• What you will do
Only some lines are wanted: please transcribe exactly those from the one containing "Identify the location" through the end of the data, pictures excluded.

• Recorded information

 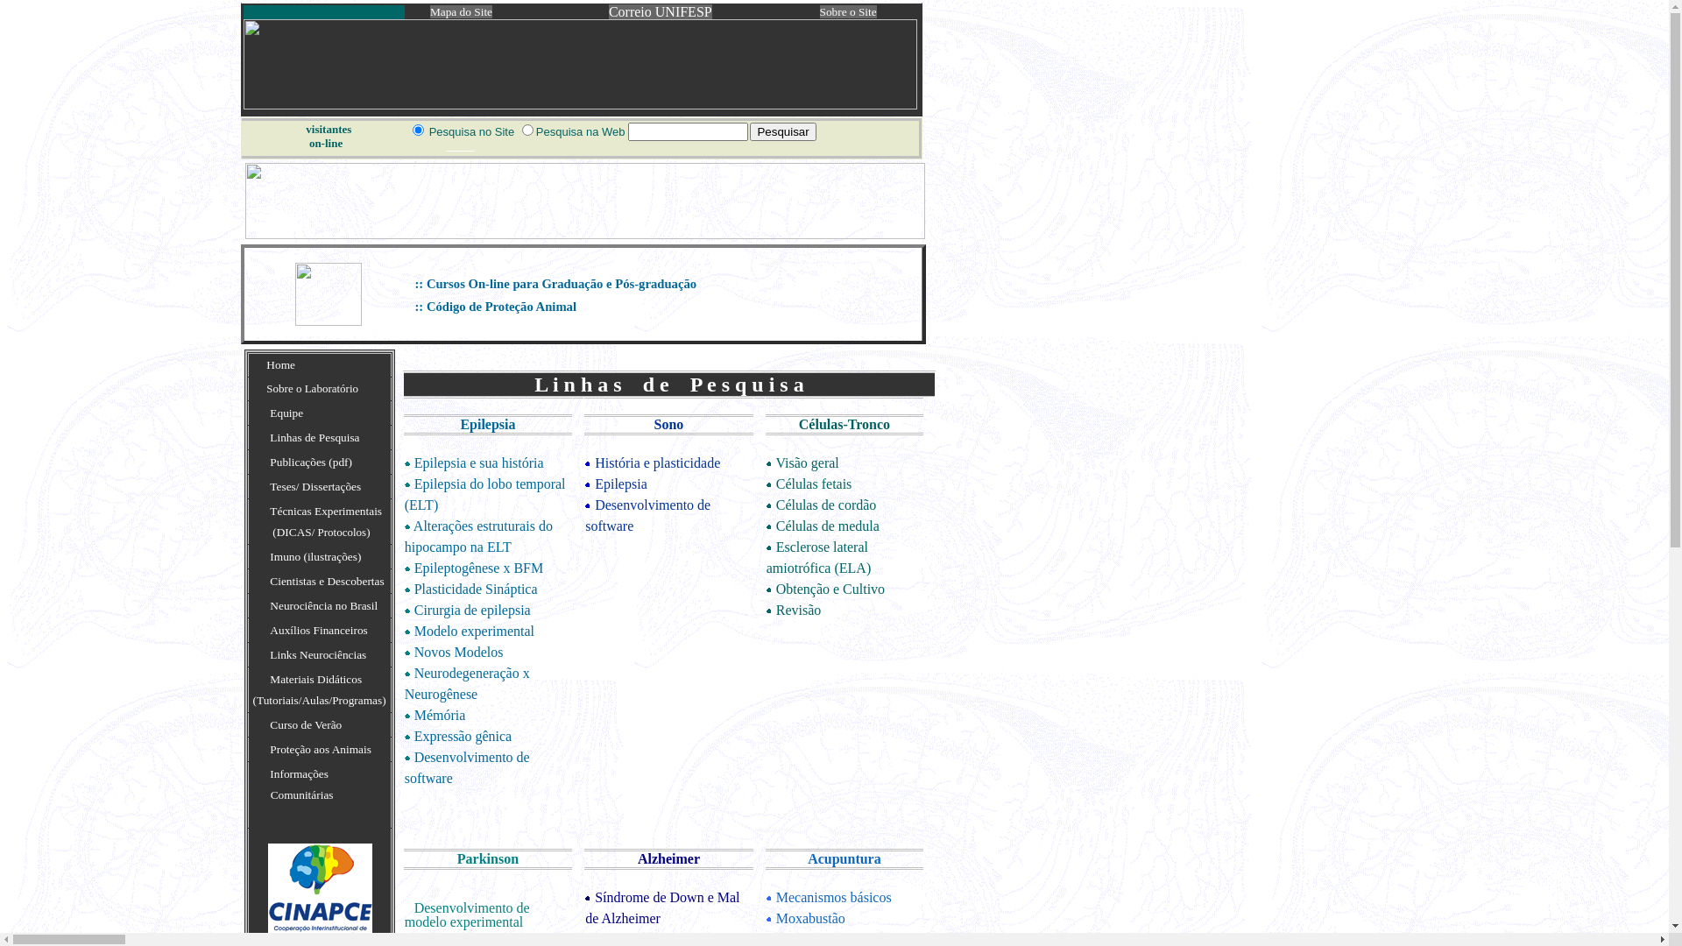 I want to click on Epilepsia, so click(x=621, y=483).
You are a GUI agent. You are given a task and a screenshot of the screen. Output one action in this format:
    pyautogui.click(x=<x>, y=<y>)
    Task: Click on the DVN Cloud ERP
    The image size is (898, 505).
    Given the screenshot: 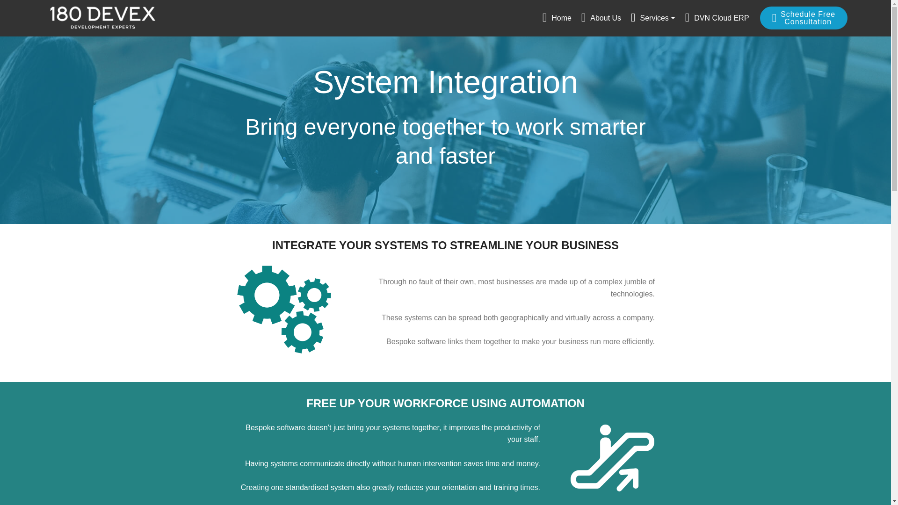 What is the action you would take?
    pyautogui.click(x=716, y=18)
    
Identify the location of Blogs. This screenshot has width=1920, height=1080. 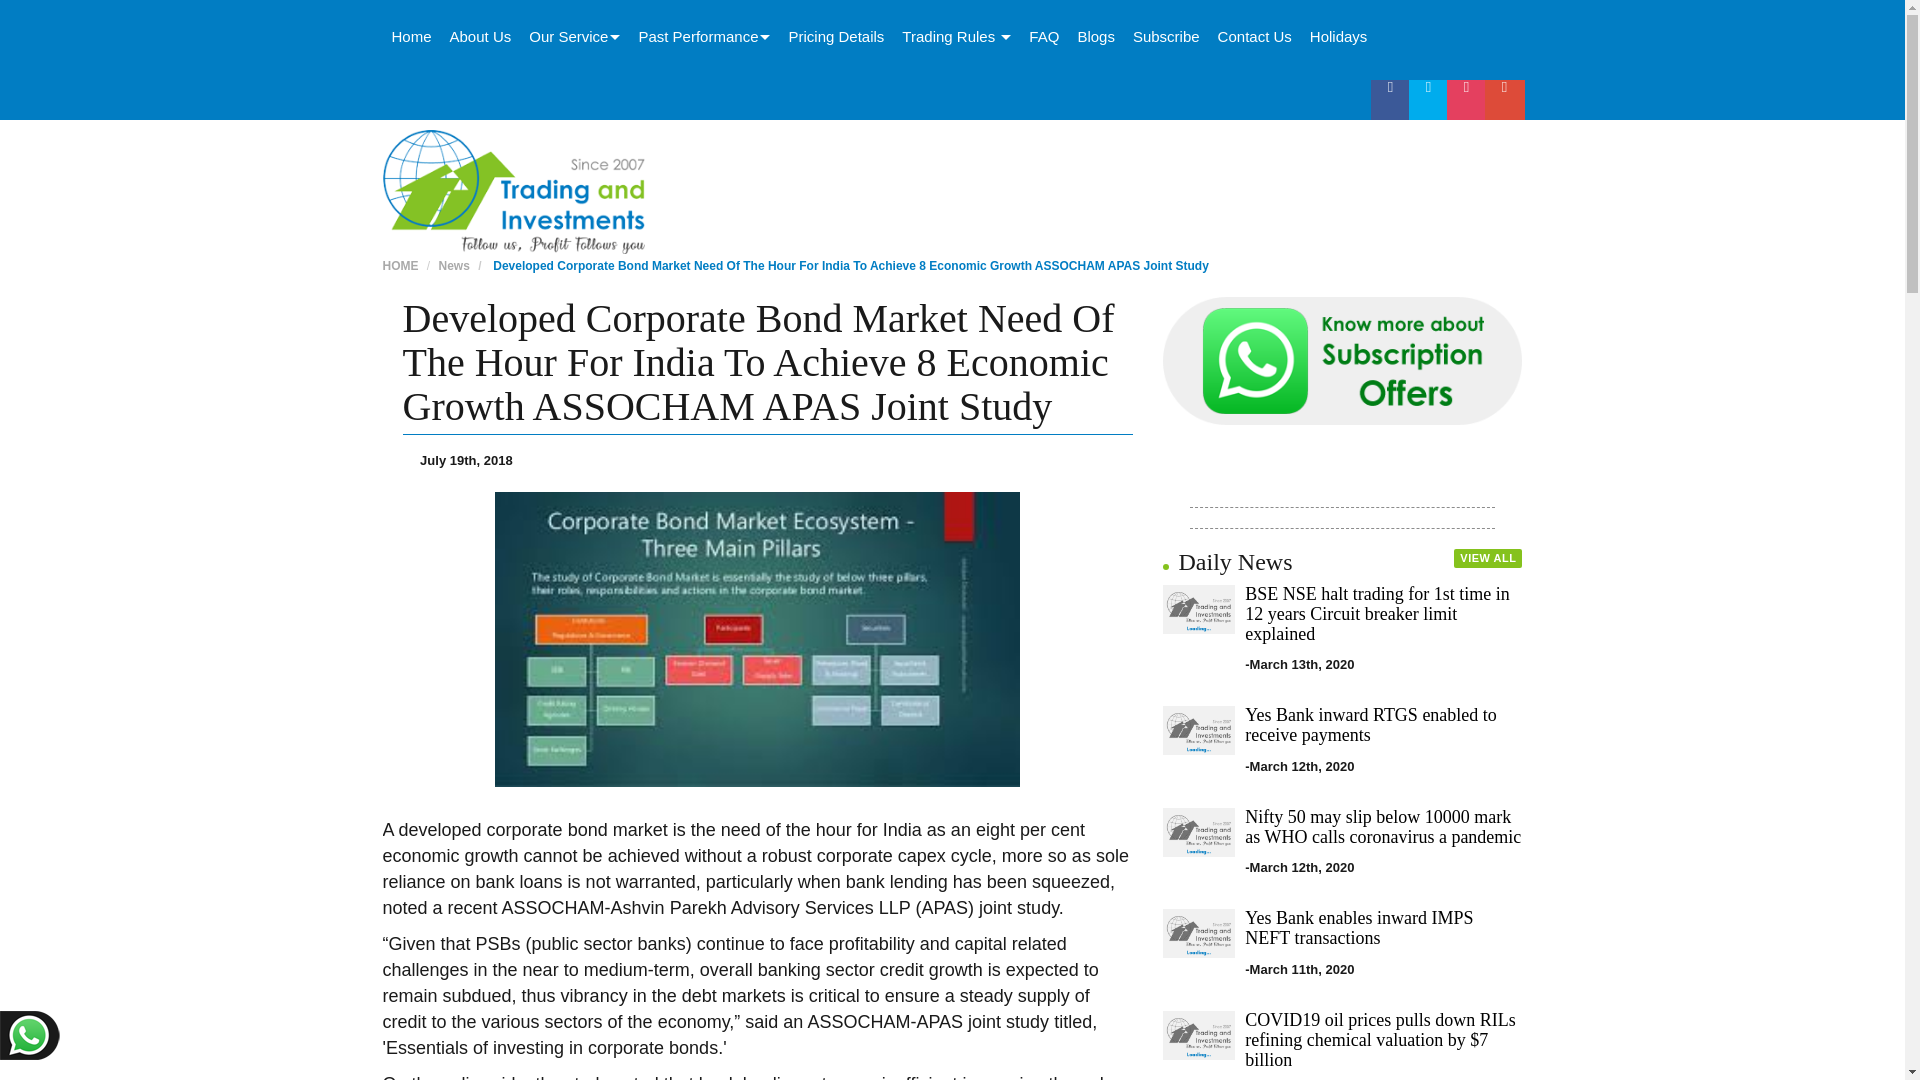
(1095, 35).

• Answer for the task
Identify the location of Blogs. This screenshot has width=1920, height=1080. 
(1095, 35).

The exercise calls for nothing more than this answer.